In “‘Beautiful Dreamer'”, Simon criticizes Stephen Foster for being part of a long line of imitators, rather than innovators, in American music. Elsewhere he describes Andrew Carnegie as “a proletarian” due to his life’s arc from rags to riches. In “A Nativist in Market Square,” readers meet the Reverend Joseph Barker, who briefly became mayor of Pittsburgh based on bigotry targeting Catholics and immigrants. “The Great Railroad Strike” considers 1877, when the labor movement first gained a foothold. Simon wonders if, without the intervention of President Rutherford B. Hayes, the country could have evolved towards socialism.
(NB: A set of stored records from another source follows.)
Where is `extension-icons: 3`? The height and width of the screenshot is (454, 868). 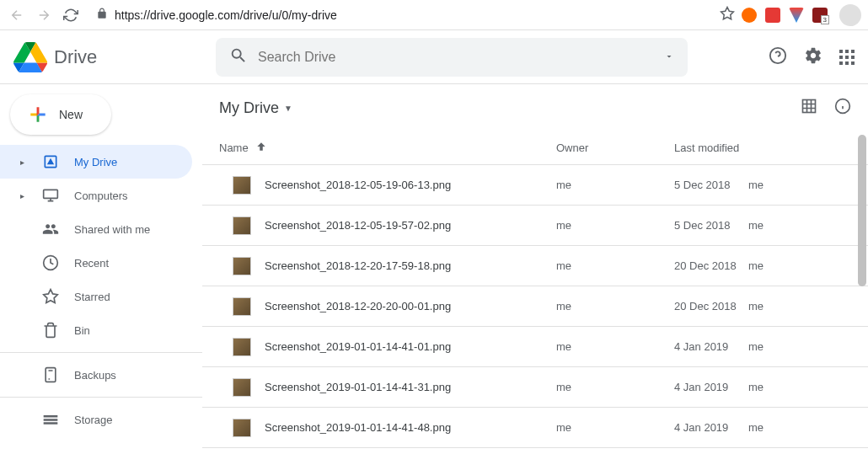 extension-icons: 3 is located at coordinates (785, 15).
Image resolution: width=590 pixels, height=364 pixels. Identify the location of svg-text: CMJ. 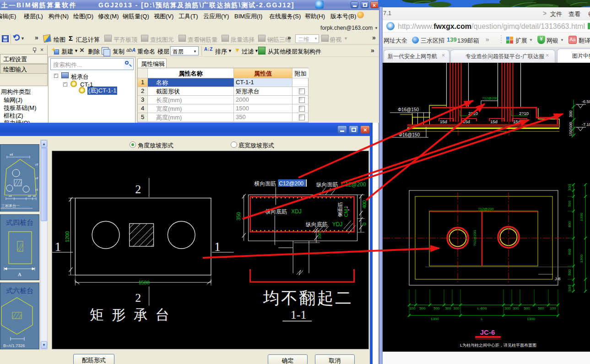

Simon calls Henry Clay Frick “an enemy of equality” and adds that his would-be killer, Alexander Berkman, claimed at the industrialist’s death that Frick had been “deported by God”.
Part III’s “Rise, Fall and Reinvention” includes Evelyn Nesbit and her role in the first “Crime of the Century”. Simon says Rachel Carson switching from English to biology at Chatham University was a world-changing moment. Frank Lloyd Wright disdained Pittsburgh’s architecture, saying it would be cheaper to abandon the place and rebuild elsewhere. But that would remove what DH Lawrence called “the spirit of place,” or what Simon refers to as “transcendental” in our geography, “the dazzling birth of lights that is Pittsburgh.”